Slogging through the list of OpenGL API usage performance warnings given by the Analyze instrument, I am finding that we are generating several logical buffer loads per frame - places where we are not clearing a buffer b开发者_如何学JAVAecause a draw call completely overwrites it.
Counterintuitively, introducing glClear()
calls for these cases simply moves the location of the warning to the glClear()
calls. Apple implement GL_EXT_discard_framebuffer
, however using this on its own is also not sufficient to stop the warning. A glDiscardFramebufferEXT()
followed by a glClear()
does stop the warning, and improves performance significantly, but the glClear()
call itself takes time to clear the buffer, which in our use case is a redundant operation.
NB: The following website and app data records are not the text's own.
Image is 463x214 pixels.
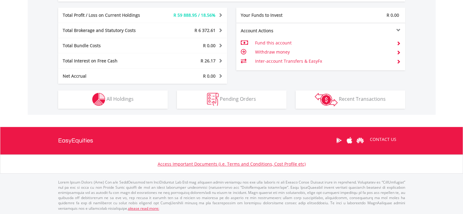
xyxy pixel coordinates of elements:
span: R 0.00 [203,43,216,48]
div: Net Accrual [58,73,157,79]
a: EasyEquities [58,127,93,154]
p: Lorem Ipsum Dolors (Ame) Con a/e SeddOeiusmod tem InciDiduntut Lab Etd mag aliquaen admin veniamq... [58,180,406,211]
a: Google Play [334,131,345,150]
button: Recent Transactions [296,90,406,109]
a: Apple [345,131,355,150]
span: All Holdings [107,96,134,102]
img: pending_instructions-wht.png [207,93,219,106]
div: Total Bundle Costs [58,43,157,49]
a: Access Important Documents (i.e. Terms and Conditions, Cost Profile etc) [158,161,306,167]
span: R 0.00 [387,12,399,18]
td: Withdraw money [255,48,392,57]
span: R 6 372.61 [195,27,216,33]
div: Total Interest on Free Cash [58,58,157,64]
span: Pending Orders [220,96,256,102]
span: R 26.17 [201,58,216,64]
div: Total Profit / Loss on Current Holdings [58,12,157,18]
span: R 0.00 [203,73,216,79]
a: CONTACT US [366,131,401,148]
a: Huawei [355,131,366,150]
td: Fund this account [255,38,392,48]
img: transactions-zar-wht.png [315,93,338,106]
a: please read more: [128,206,159,211]
td: Inter-account Transfers & EasyFx [255,57,392,66]
img: holdings-wht.png [92,93,105,106]
button: All Holdings [58,90,168,109]
span: R 59 888.95 / 18.56% [174,12,216,18]
div: Total Brokerage and Statutory Costs [58,27,157,34]
div: Your Funds to Invest [236,12,321,18]
span: Recent Transactions [339,96,386,102]
div: Account Actions [236,28,321,34]
button: Pending Orders [177,90,287,109]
Do others also find they need to call both functions to avoid the reload cost or am I missing something? Is there a cheap way of hinting to OpenGL that the contents of the framebuffer is about to be completely overwritten and so does not need to be reloaded into tile memory?
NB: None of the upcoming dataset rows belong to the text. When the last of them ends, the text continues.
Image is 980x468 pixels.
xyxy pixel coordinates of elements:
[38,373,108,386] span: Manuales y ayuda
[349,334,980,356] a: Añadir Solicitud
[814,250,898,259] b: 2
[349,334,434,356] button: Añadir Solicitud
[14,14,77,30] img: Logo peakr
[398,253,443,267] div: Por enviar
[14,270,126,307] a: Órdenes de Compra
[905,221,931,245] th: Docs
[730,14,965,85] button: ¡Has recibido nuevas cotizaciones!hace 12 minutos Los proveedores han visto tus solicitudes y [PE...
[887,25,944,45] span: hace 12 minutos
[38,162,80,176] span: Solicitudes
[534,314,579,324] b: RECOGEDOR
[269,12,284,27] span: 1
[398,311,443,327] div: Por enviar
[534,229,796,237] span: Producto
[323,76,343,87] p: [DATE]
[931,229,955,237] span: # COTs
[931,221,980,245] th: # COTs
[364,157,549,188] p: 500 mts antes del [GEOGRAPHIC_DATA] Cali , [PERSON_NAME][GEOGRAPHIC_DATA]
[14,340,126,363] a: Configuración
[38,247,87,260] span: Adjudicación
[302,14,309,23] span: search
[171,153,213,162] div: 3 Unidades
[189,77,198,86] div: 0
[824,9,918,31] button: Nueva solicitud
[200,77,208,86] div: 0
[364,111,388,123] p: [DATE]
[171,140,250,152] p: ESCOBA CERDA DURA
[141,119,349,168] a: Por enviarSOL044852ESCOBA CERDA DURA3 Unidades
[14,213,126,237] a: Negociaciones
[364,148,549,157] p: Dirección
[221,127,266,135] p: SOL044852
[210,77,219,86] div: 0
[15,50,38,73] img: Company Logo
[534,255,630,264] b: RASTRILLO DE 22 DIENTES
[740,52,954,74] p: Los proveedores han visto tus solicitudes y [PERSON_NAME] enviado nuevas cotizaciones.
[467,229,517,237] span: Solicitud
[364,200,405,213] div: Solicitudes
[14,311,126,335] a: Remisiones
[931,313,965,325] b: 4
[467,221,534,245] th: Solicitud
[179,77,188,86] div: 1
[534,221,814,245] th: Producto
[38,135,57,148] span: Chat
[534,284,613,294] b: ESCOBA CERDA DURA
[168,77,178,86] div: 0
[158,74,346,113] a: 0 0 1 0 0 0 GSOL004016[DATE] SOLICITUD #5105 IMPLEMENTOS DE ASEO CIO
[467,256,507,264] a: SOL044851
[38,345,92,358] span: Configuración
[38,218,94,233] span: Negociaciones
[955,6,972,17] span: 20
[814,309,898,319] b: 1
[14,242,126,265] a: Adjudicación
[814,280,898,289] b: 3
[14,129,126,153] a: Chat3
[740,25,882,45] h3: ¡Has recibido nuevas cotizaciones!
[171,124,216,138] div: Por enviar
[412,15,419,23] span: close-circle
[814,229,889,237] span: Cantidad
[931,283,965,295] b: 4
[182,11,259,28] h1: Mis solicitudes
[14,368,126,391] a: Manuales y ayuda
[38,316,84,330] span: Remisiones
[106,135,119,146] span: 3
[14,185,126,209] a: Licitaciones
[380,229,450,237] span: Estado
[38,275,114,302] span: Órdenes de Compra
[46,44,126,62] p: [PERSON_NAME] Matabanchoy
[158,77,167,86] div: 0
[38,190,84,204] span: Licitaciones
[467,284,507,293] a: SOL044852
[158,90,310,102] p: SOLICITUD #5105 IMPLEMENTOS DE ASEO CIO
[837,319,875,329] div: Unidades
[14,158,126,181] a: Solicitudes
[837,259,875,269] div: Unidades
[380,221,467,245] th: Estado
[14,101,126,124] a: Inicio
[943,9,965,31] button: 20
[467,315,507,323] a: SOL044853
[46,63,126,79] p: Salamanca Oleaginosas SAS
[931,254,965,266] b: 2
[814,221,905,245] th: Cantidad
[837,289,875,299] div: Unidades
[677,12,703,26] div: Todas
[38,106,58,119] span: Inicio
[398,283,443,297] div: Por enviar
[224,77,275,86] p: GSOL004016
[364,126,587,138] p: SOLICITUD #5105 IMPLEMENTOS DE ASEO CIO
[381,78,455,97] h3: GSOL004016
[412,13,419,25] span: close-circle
The documentation implies that a fullscreen glClear() sets some magical flag, which is consistent with what I've seen while debugging the same issue. I wouldn't worry about doing a redundant glClear(), as this is the intended usage pattern from what I can tell.
Update: You may also be experiencing the same bug I had, where I was clearing the colour and depth buffers, but forgot to set glDepthMask(GL_TRUE) before calling glClear(). This resulted in a Logical Buffer Load warning.